Warfarin pharmacogenetics: Development of a dosing algorithm for Omani patients

Anil Pathare*, Murtadha Al Khabori, Salam Alkindi, Shoaib Al Zadjali, Rhea Misquith, Hammad Khan, Claudine Lapoumeroulie, Andras Paldi, Rajagopal Krishnamoorthy

*Corresponding author for this work

Research output: Contribution to journalArticlepeer-review

25 Citations (Scopus)

Abstract

The objective of our present study was to develop a warfarin dosing algorithm for the Omani patients, as performances of warfarin dosing algorithms vary across populations with impact on the daily maintenance dose. We studied the functional polymorphisms of CYP2C9, CYP4F2 and VKORC1 genes to evaluate their impact on the warfarin maintenance dose in an admixed Omani patient cohort with Caucasian, African and Asian ancestries. We observed a 64-fold inter-patient variability for warfarin to achieve stable international normalized ratio in these patients. Univariate analysis revealed that age, gender, weight, atrial fibrillation, deep vein thrombosis/pulmonary embolism and variant genotypes of CYP2C9 and VKORC1 loci were significantly associated with warfarin dose in the studied patient population. However, multiple regression model showed that only the atrial fibrillation, and homozygous CYP2C9 variant genotypes (2/3 and 3/3) and VKORC1 GA and AA genotypes remained significant. A multivariate model, which included demographic, clinical and pharmacogenetic variables together explained 63% of the overall inter-patient variability in warfarin dose requirement in this microgeographically defined, ethnically admixed Omani patient cohort on warfarin. This locally developed model performed much better than the International Warfarin Pharmacogenetics Consortium (IWPC) model as the latter could only explain 34% of the inter-patient variability in Omani patients. VKORC1 3673G>A polymorphism emerged as the single most important predictor of warfarin dose variability, even in this admixed population (partial R 2 0.45).

Original languageEnglish
Pages (from-to)665-669
Number of pages5
JournalJournal of Human Genetics
Volume57
Issue number10
DOIs
Publication statusPublished - Oct 2012

Keywords

  • CYP2C9
  • CYP4F2
  • VKORC1
  • Warfarin
  • admixture
  • resistance
  • sensitive

ASJC Scopus subject areas

  • Genetics
  • Genetics(clinical)

Fingerprint

Dive into the research topics of 'Warfarin pharmacogenetics: Development of a dosing algorithm for Omani patients'. Together they form a unique fingerprint.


*Work task*
A single number is the whole answer: the tally of lines in the data below that include the word "will".

[Saved entries]
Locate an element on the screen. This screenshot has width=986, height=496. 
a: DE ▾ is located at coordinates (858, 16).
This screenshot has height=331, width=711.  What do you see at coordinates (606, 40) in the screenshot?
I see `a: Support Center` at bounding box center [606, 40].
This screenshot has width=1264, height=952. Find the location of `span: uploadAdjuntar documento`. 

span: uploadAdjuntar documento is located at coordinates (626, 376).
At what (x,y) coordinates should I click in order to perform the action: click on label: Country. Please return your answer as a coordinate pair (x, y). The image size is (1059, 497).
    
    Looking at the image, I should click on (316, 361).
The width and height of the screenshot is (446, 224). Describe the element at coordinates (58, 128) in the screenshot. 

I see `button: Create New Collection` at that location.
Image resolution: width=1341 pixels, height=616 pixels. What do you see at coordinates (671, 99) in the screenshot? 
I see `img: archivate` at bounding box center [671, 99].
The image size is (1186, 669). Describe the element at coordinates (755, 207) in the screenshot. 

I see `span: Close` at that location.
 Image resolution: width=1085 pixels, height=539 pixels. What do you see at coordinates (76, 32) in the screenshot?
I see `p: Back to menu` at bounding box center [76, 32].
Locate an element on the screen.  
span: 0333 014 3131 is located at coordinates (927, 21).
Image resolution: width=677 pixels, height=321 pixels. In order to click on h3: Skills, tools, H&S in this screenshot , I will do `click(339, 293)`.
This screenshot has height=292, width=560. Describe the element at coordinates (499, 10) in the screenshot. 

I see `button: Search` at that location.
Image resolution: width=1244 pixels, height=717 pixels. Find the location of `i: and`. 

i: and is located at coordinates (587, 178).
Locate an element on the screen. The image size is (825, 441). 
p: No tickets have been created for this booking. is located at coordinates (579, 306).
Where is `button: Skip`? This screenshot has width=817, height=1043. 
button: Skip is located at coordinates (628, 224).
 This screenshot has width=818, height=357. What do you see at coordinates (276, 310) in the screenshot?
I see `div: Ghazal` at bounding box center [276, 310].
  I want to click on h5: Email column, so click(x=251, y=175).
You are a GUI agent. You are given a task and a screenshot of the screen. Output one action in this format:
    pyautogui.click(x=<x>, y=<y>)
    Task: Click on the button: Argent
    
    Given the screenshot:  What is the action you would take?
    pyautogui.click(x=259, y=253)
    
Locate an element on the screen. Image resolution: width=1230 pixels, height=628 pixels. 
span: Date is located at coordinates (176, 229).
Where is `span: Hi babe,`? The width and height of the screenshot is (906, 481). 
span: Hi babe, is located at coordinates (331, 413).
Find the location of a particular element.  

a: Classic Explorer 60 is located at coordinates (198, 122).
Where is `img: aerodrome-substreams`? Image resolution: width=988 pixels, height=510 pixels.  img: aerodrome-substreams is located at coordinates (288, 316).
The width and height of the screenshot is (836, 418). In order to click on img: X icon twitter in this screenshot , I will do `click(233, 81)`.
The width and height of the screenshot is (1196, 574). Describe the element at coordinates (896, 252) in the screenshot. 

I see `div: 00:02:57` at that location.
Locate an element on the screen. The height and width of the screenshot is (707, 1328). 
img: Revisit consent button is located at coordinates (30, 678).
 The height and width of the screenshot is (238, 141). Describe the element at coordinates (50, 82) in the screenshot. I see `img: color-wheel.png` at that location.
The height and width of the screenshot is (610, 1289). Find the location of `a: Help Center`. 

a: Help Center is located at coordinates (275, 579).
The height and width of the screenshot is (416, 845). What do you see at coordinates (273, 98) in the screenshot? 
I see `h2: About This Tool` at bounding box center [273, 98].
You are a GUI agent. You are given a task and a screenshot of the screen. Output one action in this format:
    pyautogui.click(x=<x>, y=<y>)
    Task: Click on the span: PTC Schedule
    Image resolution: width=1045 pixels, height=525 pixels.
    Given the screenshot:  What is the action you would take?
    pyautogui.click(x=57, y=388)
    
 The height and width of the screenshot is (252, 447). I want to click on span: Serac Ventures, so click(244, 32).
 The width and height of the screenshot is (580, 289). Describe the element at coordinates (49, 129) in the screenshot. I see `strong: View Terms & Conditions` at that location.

*Task output*
2